A fresh analysis of the UK Gambling Commission’s primary survey has raised some uncomfortable questions about what it’s actually measuring. One researcher found that participation estimates may be significantly higher than what operators are seeing in practice.

Dan Waugh from Regulus Partners compared figures from the Gambling Survey for Great Britain (GSGB) against real operator data across several key activities. The results don’t match up. Not even close.

The Numbers Don’t Add Up

The GSGB, launched in 2023 with around 20,000 participants annually, has become the Commission’s main tool for understanding how people gamble and where the risks lie. But Waugh’s work suggests the survey is painting an inflated picture of actual participation.

Look at casino table games: the survey claimed participation figures several times higher than the total number of casino visits operators actually recorded. Soccer pools were worse, with survey respondents claiming a player base many times larger than what the single operator on the market reported. Betting exchanges showed the same pattern, with survey estimates substantially outpacing actual market data.

Why the Disconnect?

Waugh points to well-documented survey design problems. The most obvious culprit is self-selection bias. People willing to answer gambling questionnaires tend to gamble more than the average person. Low response rates and sampling imbalances pile on top of that.

He also ruled out the alternative explanation: that vast unregulated gambling markets exist alongside official channels. That’s simply not credible. The structural flaws in the survey methodology are far more plausible.

Why This Matters

The GSGB isn’t just academic exercise. Policymakers and regulators have leaned on this data when shaping gambling regulation and harm reduction strategies. If the baseline numbers are wrong, then decisions built on those foundations become questionable.

Waugh’s view is straightforward: operators’ actual transaction data should carry more weight than survey responses when regulators are trying to understand the market. The Commission still backs the GSGB as one of the most comprehensive studies available, but this kind of scrutiny will keep the pressure on how seriously its findings should be taken.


• What to do:
Among the records that follow, how many lines include the string "base"? Only the number is wanted.

---------- Data supplied

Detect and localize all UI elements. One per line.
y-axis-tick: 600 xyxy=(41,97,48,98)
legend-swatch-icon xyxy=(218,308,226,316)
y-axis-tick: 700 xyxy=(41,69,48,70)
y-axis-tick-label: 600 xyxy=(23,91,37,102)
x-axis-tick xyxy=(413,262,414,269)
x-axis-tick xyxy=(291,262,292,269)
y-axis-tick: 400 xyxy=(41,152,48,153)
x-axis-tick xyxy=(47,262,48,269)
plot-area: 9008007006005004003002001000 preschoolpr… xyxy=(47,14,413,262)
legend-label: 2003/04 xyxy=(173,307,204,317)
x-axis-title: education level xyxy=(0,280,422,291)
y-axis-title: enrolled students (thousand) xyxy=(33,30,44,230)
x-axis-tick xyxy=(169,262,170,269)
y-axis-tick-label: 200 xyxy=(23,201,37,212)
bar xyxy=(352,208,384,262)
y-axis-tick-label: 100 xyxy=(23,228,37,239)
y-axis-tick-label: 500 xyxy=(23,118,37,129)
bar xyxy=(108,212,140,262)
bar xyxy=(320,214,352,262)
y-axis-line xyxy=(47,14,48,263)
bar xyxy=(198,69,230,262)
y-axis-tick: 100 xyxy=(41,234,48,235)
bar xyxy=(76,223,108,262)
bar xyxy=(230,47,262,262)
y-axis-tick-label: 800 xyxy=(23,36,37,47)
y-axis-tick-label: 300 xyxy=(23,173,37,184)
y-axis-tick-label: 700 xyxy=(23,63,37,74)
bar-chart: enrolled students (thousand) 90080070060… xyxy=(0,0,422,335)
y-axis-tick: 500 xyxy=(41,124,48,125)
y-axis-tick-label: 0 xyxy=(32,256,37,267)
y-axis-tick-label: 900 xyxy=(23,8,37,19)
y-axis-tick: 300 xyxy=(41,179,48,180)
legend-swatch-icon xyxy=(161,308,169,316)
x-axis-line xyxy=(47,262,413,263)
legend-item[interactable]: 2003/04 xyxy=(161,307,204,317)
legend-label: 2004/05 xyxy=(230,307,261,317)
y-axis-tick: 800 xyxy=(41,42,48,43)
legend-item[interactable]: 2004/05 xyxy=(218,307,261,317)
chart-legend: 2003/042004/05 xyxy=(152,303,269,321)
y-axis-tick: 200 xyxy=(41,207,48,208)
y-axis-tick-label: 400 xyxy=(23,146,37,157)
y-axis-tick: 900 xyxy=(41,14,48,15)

--------------------
---------- Data supplied

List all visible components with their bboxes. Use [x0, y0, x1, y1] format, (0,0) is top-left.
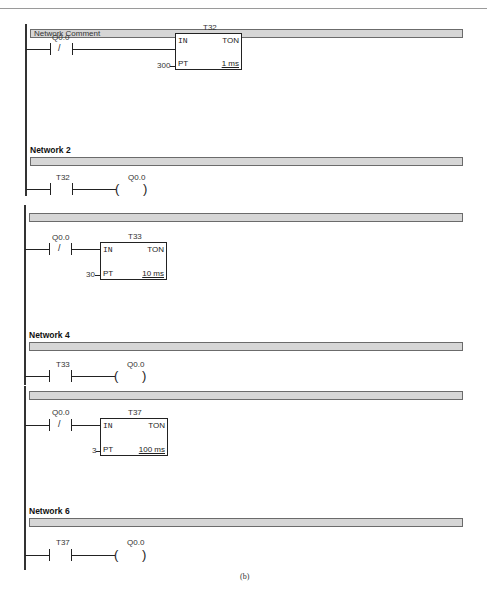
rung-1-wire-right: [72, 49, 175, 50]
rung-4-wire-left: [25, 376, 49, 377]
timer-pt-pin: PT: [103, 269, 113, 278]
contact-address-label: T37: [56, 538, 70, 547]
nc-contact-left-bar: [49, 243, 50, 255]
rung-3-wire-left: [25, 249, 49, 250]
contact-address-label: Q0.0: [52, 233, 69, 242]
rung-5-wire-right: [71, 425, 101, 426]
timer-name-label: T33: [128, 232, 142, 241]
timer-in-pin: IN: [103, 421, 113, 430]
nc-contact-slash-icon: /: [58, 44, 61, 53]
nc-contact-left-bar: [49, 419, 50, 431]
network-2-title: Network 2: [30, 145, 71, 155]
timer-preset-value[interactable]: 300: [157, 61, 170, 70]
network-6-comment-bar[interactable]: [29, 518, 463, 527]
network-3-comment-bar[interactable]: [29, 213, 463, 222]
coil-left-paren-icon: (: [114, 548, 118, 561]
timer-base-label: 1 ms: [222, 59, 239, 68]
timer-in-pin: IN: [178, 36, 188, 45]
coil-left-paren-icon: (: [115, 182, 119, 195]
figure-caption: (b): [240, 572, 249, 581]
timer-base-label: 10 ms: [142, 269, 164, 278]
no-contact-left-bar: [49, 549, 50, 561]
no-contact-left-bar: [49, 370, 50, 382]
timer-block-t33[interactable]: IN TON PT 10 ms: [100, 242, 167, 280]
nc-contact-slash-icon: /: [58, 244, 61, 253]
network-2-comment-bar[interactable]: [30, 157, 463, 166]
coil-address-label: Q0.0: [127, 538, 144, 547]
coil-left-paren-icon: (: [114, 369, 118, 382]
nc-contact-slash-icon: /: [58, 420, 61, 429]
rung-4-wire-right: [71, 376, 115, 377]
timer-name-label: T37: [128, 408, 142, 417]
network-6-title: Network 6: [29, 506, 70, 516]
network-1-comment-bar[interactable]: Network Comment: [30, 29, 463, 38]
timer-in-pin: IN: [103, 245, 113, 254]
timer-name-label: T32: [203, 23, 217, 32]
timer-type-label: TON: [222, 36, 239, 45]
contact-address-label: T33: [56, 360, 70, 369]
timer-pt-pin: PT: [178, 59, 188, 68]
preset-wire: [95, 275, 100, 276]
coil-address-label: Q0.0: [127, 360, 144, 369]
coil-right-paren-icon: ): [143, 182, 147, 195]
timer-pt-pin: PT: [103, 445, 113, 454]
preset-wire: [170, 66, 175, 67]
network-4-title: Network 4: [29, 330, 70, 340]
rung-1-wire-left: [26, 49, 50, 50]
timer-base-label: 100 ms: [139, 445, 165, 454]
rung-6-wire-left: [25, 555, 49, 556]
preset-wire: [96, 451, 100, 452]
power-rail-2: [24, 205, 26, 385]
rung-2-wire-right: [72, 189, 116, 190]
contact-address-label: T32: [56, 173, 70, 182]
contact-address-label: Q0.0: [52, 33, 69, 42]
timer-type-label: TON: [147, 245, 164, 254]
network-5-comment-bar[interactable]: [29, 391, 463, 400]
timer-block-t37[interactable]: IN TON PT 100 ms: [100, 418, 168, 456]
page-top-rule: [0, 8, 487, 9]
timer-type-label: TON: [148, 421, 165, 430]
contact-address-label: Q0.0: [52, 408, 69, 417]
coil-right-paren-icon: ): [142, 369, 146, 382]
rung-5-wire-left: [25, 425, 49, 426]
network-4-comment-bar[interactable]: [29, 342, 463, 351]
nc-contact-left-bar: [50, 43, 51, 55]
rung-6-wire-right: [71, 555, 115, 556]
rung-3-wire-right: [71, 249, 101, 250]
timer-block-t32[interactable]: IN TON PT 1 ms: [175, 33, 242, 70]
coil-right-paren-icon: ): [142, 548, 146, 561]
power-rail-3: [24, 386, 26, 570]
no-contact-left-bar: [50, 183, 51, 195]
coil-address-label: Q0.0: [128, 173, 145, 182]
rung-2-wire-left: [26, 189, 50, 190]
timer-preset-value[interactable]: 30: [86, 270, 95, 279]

--------------------

• Answer to the problem:
3